A significant industrial zone situated on the outskirts of the capital is dealing with nuclear pollution after a government team found traces of the hazardous isotope Caesium-137 at twenty-two production plants inside the area, that includes businesses shipping frozen seafood.
This discovery has triggered immediate cleanup operations and the moving of local inhabitants, following a similar pollution scare in the United States that was traced back to the Jakarta facilities.
An important multinational retailer is among the businesses that have recalled products from its shelves after the discovery.
The country's officials launched an investigation after the US Food and Drug Administration identified Caesium-137, a radioactive isotope, in a shipment of chilled breaded shrimp sent by a local company.
The FDA issued an advisory advising suppliers and retailers to dispose of the product and not sell it, although the detected level was far below the agency's action threshold. It added that the amount of Caesium-137 they had detected would not present an immediate hazard to consumers.
The FDA explained: “The main health effect of concern following extended, repeated small amount exposure (eg through eating of polluted food or water over time) is an elevated risk of the disease, resulting from damage to DNA within living cells.”
Radioactivity tests showed at least 22 factories in the industrial zone were contaminated. The Indonesian taskforce did not identify the 21 other manufacturing facilities, but confirmed they would immediately undergo cleanup procedures carried out by the country's atomic energy authority.
The environment minister declared that residents living in highly contaminated zones would be moved until the site was cleaned, emphasizing that the safety of the inhabitants was the “main concern”.
Medical officials also conducted examinations on local workers and people living near the industrial estate, identifying 9 people who showed signs for contact to Caesium-137. They were sent to a hospital before being cleared to go back.

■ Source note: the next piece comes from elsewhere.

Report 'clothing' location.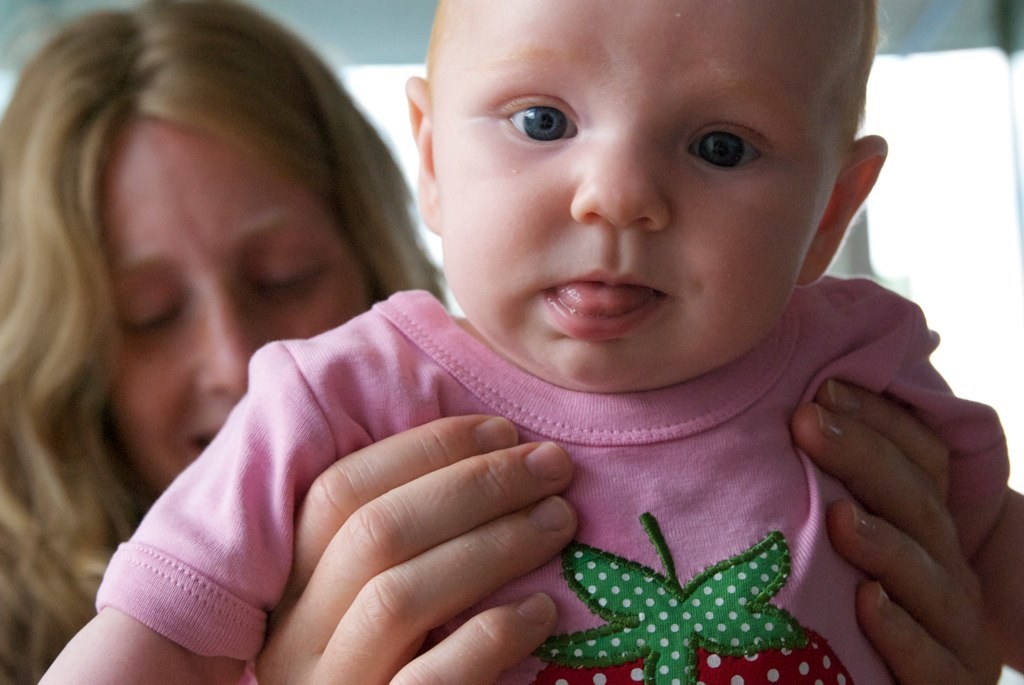
Report: <bbox>111, 143, 968, 684</bbox>.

The affected locations will right away undergo decontamination operations by Indonesia's nuclear agency. Officials have also designated the site of a recycled metal factory as an containment center for contaminated materials.

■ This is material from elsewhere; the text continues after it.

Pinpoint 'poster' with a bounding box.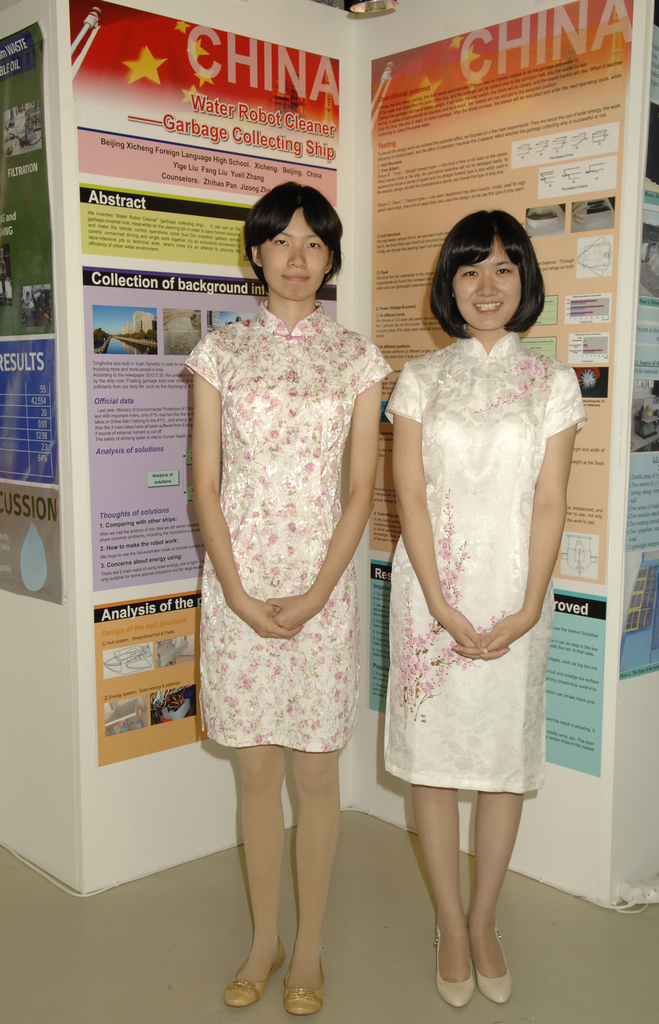
region(97, 588, 209, 764).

The country, which operates no atomic energy facilities or arms programme, suspects that Caesium-137 may have entered the nation from abroad.
A taskforce representative told reporters that recycled metal imports were the probable source of contamination and confirmed the government would promptly enforce limits on scrap metal imports. He said that transport were also being inspected for possible contamination as they traveled through the region.
Caesium-137 is a dangerous nuclear isotope that typically appears in the environment as a consequence of atomic experiments or incidents, like Fukushima or Chernobyl. Small amounts are present in soil, food and the atmosphere.
The level detected in the frozen shrimp was much less than FDA intervention levels, but the agency stated prolonged exposure to even low doses of caesium was linked to an higher chance of the disease.
The withdrawn shrimp was available at major store locations across at least a dozen American states, such as Alabama, Arkansas, Florida, Georgia, Kentucky, Louisiana, Missouri, Mississippi, Ohio, Oklahoma, Pennsylvania, Texas and West Virginia.